Your social media posts, as far as
you can tell, are great, but they do not they get any engagement. Are you being
“
shadow banned”?
اضافة اعلان
The term refers to the perception — real or
imagined — that social media companies are taking stealth actions to limit a
post’s visibility. And it has been coming up a lot lately.
Just last month, Elon Musk — Twitter’s new
billionaire owner and a self-proclaimed “free speech absolutist” — used the
term in the context of the so-called Twitter Files, internal company documents
that were released with Musk’s authorization. They showed that Twitter
officials had debated blocking reporting from the New York Post on Hunter
Biden, son of the current president, in October 2020, a month before the
presidential election.
Musk said the documents proved that the
company’s leaders at the time had engaged in shadow banning. Twitter initially
defended its action on the grounds that the reporting was unverified but later
said it would change its policy for similar content.
In the same month, Musk was himself accused
of shadow banning. The college student behind the
Twitter account @ElonJet,
which tracked the whereabouts of Musk’s private plane, learned from Twitter
employees that it had been deliberately silenced, and tweeted about it. The
account is now suspended.
The very notion that our online activity
can be manipulated by a platform without our knowing it can be unnerving, said
Jonathan Zittrain, a professor of computer science and law at Harvard
University.
The very notion that our online activity can be manipulated by a platform without our knowing it can be unnerving
“
Shadow banning is the worry by any user
that they are howling into the void, that they have been placed in a bubble and
it’s undisclosed,” he said.
The term traces to at least 2012, when
Reddit users accused the platform’s administrators of banning a link to a
Gawker article while publicly championing transparency.
The meaning of the term has evolved over
time. Now, users may throw around “shadow ban” to describe general discontent
about not getting the attention they believe they deserve on social media, even
if they do not necessarily think a platform has engaged in any clandestine
moderation.
Private companies are allowed to make their
own rules about content moderation, but for advertisers, users, and free speech
champions, true shadow bans are problematic because they enforce unarticulated
rules secretly, said Katharine Trendacosta, a tech policy expert at the
Electronic Frontier Foundation. They allow a company to avoid taking
responsibility for moderating content while quietly manipulating its flow. And
those who are silenced have no process for emerging from the shadows.
Zittrain of Harvard said the debates around
shadow banning highlighted societal divides and the two big issues plaguing
tech companies handling the tsunami of online content.
“We can’t agree on what we want,” he said,
“and we don’t trust anyone who tells us they can handle it.”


• **Exercise description**
Within the records that follow, find every line containing the string "JSON". Copy those lines.
** Opening Supplied data block **
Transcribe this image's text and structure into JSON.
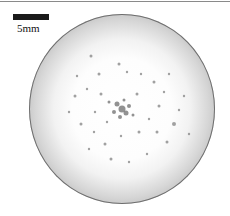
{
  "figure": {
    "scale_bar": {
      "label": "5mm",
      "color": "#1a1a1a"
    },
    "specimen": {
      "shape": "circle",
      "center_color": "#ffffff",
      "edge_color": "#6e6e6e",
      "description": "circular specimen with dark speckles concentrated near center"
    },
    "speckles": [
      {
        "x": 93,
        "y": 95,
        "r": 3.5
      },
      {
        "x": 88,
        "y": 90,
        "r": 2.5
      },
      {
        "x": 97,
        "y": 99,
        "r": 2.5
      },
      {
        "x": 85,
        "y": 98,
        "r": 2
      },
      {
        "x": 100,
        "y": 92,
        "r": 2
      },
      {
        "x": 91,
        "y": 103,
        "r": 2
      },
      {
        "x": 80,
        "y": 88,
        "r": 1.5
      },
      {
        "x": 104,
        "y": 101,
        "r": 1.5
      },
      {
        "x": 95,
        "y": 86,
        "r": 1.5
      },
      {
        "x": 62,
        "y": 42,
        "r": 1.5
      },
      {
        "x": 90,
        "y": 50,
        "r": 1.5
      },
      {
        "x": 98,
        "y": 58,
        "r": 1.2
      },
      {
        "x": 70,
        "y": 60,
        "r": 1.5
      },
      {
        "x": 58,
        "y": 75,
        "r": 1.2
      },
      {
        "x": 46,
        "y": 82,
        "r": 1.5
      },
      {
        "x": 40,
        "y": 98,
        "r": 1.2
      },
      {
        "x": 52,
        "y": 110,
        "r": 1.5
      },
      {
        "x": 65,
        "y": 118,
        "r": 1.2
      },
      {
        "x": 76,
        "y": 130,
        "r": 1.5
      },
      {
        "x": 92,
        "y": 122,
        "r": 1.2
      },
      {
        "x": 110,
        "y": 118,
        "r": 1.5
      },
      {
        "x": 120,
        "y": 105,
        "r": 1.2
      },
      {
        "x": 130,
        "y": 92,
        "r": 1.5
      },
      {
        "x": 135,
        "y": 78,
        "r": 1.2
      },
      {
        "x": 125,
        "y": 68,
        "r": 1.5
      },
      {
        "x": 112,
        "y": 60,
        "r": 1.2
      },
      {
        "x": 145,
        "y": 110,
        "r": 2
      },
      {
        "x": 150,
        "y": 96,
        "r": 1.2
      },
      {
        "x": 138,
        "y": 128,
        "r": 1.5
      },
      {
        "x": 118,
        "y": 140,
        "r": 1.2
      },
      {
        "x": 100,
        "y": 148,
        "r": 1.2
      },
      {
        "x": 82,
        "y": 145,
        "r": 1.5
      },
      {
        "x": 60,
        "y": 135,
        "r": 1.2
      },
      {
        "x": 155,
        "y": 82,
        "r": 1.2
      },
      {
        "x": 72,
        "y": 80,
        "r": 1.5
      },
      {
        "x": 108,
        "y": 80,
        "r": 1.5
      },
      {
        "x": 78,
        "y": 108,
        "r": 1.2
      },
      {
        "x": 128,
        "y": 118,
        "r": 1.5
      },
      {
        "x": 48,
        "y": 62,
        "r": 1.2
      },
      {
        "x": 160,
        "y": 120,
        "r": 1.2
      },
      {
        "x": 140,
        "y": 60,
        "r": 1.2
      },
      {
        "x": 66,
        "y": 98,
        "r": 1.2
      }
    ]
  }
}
** Closing Supplied data block **
** Opening Supplied data block **
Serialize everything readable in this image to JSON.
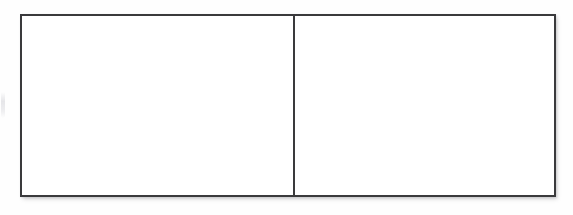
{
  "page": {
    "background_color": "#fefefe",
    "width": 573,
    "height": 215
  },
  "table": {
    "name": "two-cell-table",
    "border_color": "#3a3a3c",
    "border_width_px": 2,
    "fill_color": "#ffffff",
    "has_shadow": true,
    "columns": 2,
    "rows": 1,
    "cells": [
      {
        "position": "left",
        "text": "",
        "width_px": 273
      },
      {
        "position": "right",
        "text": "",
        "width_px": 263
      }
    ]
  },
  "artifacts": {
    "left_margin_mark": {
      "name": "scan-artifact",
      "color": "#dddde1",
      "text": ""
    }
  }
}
** Closing Supplied data block **
** Opening Supplied data block **
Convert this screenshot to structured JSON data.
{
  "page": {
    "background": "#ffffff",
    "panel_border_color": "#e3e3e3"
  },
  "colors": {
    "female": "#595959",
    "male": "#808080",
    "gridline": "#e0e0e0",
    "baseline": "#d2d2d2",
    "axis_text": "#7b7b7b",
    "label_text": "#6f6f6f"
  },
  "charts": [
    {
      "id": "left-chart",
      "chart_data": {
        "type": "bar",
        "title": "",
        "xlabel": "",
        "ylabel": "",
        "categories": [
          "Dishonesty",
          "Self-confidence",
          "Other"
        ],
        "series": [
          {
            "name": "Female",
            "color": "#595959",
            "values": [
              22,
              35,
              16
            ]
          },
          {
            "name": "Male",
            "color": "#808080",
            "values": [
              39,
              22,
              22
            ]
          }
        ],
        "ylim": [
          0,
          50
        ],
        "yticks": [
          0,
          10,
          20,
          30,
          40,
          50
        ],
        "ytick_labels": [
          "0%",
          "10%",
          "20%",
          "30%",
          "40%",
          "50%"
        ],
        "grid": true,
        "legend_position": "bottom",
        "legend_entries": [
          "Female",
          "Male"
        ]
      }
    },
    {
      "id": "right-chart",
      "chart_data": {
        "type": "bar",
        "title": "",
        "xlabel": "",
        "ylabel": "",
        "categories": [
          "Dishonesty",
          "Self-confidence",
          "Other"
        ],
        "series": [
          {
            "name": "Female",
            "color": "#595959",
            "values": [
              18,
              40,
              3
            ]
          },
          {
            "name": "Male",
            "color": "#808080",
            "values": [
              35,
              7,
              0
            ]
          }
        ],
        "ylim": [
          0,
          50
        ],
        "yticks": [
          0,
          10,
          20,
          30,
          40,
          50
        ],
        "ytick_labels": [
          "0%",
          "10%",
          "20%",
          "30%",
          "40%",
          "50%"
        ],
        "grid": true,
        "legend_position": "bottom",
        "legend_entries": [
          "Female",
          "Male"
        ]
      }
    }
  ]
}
** Closing Supplied data block **
• **Answer to the exercise**
Transcribe this image's text and structure into JSON.
Serialize everything readable in this image to JSON.
Convert this screenshot to structured JSON data.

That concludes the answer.